Boulderers needs differ only slightly from the needs of route climbers. They won’t need as much ability to recover actively, but they still need to train for capacity – without a fairly robust recovery system in place, they aren’t going to have very many goes per day before their power wanes. It is critical for boulderers to get past the idea that they don’t need endurance, and get into the mindset that being able to do more work means being able to do more high quality bouldering in any given period.
Bouldering Is Not Training
We go to the gym and boulder with our friends, which is fun and usually helpful to our overall progress. Bouldering with our friends should not be considered training, though. Let’s call it practice or performance. By separating un-organized climbing sessions from our structured training, we can keep things quite focused in each type of session.
I like to program the majority of an athlete’s training as practice-style sessions; climbers should spend most of their time just climbing, and (more importantly) developing skills. A mindful workout structure will help here, with the climber planning a thorough warm-up, a short section of skill-development, and then a nice, fun session of bouldering to finish the day. Let’s call these Bouldering Days.
The focus of these days should be fun and should involve mastering movement as well as spending time with others. These days will be slightly less intense than a limit bouldering day, and should be of higher total duration for this reason.
Also, Training is Not Bouldering
In addition to bouldering days, you’ll also train. Too much time focused exclusively on training the physiological factors of the sport such as finger strength, explosive power, or endurance can limit or dull your skills. For most climbers, I argue that ceasing climbing for a month to focus on finger strength is, at best, a lateral move. Most climbers lose so much in skill over that period that the finger strength gains are of questionable value.
In Logical Progression, the second session in the series in a Limit Boulder session. This will be considered a normal bouldering day as far as the training/practicing relationship is concerned.
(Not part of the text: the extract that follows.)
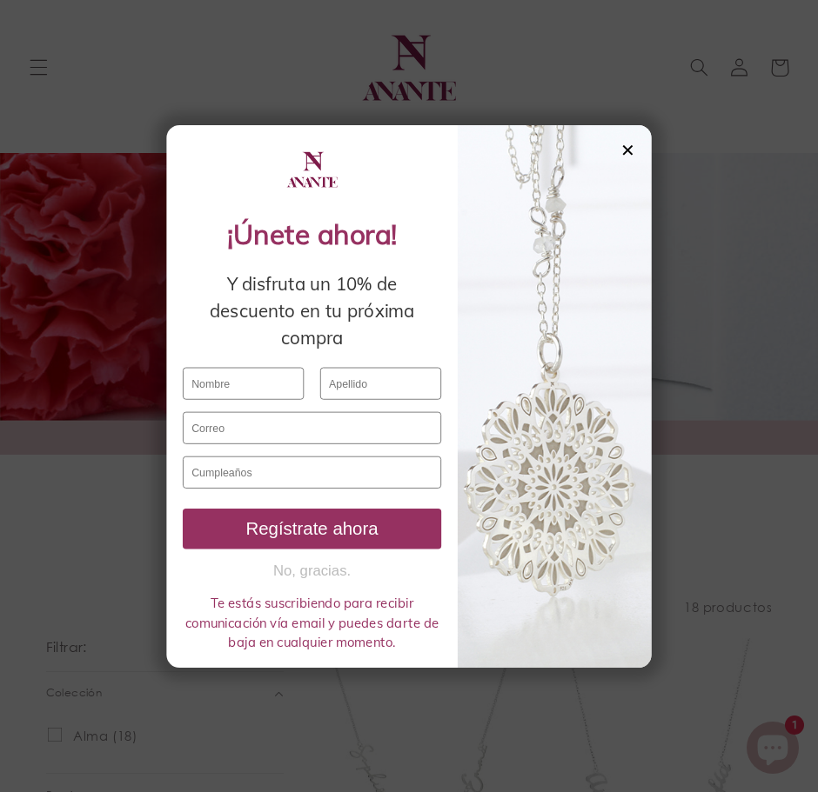  What do you see at coordinates (304, 304) in the screenshot?
I see `div: Y disfruta un 10% de descuento en tu próxima compra` at bounding box center [304, 304].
In this plan, a boulderer would do 2 skill/bouldering sessions for each of the training sessions. A 3-week plan might look like this:
M | T | W | T | F | S | S |
Integrated Strength | Limit Boulder | Bouldering Day | Capacity Training | |||
Bouldering Day | Integrated Strength | Limit Boulder | Bouldering Day | |||
Capacity Training | Bouldering Day | Integrated Strength | Limit Boulder |
Capacity for Bouldering
In the original program, the third-day sessions were about building endurance for routes, i.e. being able to maintain power in an active state for short periods of time. Although some boulder problems lean into the endurance realm, the majority of boulder problems take less than a minute to complete. Where endurance comes into play is in developing the ability to have several good tries per session at very high levels of intensity.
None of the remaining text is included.